French AION consortium bids for EU AI datacentre fund with £8.6bn plan
TL;DR:
- The AION consortium — Capgemini, Orange, Iliad’s Scaleway, Artefact, Bull, private-equity firm Ardian and French utility EDF — will bid for EU funding for a planned €10bn (£8.6bn) AI datacentre in France.
- The European Commission’s €20bn (£17bn) AI infrastructure fund, launched in December, is the bloc’s headline response to the US-China compute gap; Ardian’s Benoît Gaillochet said this French project alone could absorb roughly half of the fund.
- The facility will ultimately target one gigawatt of capacity — about double France’s current computing capacity — with an initial phase of around 100 megawatts, funded through private investment, bank lending, and EU fund money.
The AION bid is the first concrete demonstration of how the €20bn EU fund will be deployed and how much of it a single national project might absorb. Telecoms group Iliad alone is ready to deploy €4bn, primarily through Scaleway. EDF is opening tenders for old industrial sites with direct grid connections — a deliberate move to compress the connection lead times that have become the binding constraint on UK and European datacentre buildouts.
What this signals for the UK’s parallel compute strategy
The UK’s AI Opportunities Action Plan announced AI Growth Zones and a sovereign-compute build-out earlier in the year, but has not yet matched the EU’s €20bn fund or AION’s €10bn single-site ambition. The French consortium’s structure — major industrial players, a utility willing to repurpose grid-connected industrial land, and private-equity scale capital alongside EU support — provides a template that UK policymakers will inevitably be asked to evaluate. The UK has the capital depth and the engineering base, but the joined-up industrial-policy framework that AION represents has been harder to find on this side of the Channel.
The Anthropic-SpaceX compute deal disclosed the same week — £930m a month through 2029 — gives a sense of the scale a single frontier lab now requires. A one-gigawatt facility doubling France’s computing capacity is sized for hosting that kind of customer, plus Europe’s own sovereign-AI buildouts and enterprise demand. For UK datacentre operators, hyperscale customers and grid-connection planners, the AION project is the comparator to watch — particularly as the European Commission decides which national projects qualify for fund allocation and how those decisions are politicised between member states.
Looking forward
Watch for the AION funding decision and which other national consortia compete for the EU fund — Germany, Spain and Italy have all signalled intent. For UK government, the question is whether the AI Growth Zones framework will be paired with a comparable financial commitment ahead of the autumn budget. UK SMEs and corporates renegotiating AI infrastructure contracts should monitor whether European compute capacity coming online from 2027 changes pricing power and data-sovereignty options for workloads that currently default to US cloud regions.
Currency conversions use £1 = €1.165 at time of writing.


Extract all lines that hold "diagram" from the records below.

# # # #

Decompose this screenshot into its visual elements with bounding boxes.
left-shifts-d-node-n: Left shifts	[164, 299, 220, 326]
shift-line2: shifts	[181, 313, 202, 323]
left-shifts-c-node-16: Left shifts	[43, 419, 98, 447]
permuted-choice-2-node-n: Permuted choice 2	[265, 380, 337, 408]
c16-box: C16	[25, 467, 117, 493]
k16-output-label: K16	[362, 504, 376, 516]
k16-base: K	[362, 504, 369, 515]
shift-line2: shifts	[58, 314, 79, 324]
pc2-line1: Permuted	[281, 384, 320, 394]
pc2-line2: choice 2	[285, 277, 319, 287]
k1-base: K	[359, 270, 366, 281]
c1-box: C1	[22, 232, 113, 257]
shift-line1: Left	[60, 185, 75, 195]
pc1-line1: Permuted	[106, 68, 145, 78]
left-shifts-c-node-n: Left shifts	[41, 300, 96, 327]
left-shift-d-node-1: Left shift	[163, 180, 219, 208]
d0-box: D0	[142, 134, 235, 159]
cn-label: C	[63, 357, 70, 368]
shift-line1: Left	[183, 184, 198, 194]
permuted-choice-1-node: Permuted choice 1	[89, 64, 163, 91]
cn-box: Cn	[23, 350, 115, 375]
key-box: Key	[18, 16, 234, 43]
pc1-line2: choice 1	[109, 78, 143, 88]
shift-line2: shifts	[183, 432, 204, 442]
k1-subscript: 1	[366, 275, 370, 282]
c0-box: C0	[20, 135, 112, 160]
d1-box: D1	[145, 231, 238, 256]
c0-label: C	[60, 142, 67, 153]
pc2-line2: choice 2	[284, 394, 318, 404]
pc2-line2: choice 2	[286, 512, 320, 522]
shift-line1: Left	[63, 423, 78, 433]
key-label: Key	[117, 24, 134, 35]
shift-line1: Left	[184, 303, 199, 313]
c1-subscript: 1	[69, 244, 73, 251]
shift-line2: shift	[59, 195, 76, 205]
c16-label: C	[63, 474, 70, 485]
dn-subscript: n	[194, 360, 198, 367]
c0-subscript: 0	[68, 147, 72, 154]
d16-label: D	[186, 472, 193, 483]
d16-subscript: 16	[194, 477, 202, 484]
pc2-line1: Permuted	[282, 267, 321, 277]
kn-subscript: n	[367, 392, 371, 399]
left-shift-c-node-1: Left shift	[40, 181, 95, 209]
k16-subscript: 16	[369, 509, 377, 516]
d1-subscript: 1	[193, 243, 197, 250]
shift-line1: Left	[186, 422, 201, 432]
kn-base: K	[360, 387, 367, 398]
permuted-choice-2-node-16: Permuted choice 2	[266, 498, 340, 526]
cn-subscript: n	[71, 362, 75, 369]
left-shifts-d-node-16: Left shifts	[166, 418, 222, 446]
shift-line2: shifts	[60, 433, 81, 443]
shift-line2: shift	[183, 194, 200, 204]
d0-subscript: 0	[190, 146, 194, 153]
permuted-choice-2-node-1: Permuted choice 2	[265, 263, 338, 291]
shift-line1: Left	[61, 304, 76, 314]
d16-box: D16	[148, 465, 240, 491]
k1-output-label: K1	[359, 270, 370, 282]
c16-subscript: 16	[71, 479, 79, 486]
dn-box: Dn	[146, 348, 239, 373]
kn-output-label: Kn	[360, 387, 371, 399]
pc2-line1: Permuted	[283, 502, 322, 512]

# # # #

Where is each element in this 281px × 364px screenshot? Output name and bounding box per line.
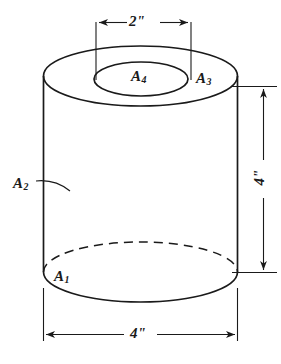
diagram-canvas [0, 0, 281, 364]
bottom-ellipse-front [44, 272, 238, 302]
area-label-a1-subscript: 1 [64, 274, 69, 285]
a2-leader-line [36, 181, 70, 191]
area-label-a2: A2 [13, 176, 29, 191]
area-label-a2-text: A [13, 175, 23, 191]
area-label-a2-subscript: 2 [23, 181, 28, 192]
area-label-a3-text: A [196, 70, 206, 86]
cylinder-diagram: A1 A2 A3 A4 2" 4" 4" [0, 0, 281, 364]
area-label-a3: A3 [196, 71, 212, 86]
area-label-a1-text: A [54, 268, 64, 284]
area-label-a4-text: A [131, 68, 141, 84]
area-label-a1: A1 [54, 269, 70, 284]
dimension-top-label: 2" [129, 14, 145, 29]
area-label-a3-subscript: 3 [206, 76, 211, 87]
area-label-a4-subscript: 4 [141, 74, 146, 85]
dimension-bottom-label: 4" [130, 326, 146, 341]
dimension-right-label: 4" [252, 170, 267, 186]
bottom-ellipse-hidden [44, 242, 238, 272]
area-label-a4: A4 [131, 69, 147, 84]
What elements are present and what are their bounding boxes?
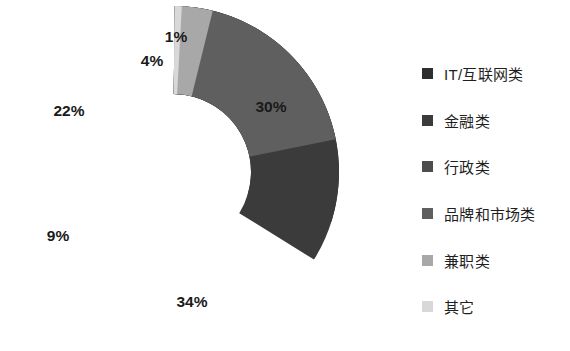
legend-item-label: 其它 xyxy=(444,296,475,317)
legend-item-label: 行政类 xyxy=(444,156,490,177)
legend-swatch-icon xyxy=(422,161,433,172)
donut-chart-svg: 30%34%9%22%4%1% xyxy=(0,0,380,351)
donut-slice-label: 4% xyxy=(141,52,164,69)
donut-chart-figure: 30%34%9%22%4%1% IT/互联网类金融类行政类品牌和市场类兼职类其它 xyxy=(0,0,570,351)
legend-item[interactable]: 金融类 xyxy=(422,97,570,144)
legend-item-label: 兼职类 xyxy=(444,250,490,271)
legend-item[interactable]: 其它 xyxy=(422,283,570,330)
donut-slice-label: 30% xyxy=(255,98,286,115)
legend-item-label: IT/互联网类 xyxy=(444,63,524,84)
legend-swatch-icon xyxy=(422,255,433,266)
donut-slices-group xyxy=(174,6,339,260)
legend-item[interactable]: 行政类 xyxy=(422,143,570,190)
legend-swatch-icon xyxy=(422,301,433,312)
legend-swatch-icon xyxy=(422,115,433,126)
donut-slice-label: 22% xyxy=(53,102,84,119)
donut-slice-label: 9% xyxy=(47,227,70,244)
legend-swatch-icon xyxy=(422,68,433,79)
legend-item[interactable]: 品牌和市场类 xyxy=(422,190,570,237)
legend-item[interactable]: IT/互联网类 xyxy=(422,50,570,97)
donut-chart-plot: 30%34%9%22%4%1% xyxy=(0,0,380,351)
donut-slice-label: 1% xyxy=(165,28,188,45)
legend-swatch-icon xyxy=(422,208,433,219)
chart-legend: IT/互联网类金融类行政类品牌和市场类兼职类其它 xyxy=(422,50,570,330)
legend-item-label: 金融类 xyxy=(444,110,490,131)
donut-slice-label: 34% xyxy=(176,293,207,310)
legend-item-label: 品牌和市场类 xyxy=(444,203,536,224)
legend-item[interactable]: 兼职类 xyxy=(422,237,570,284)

# # # #

> **RESPONSE FOR THIS EXERCISE**
diagram-canvas [0, 0, 281, 364]
cylinder-diagram: A1 A2 A3 A4 2" 4" 4" [0, 0, 281, 364]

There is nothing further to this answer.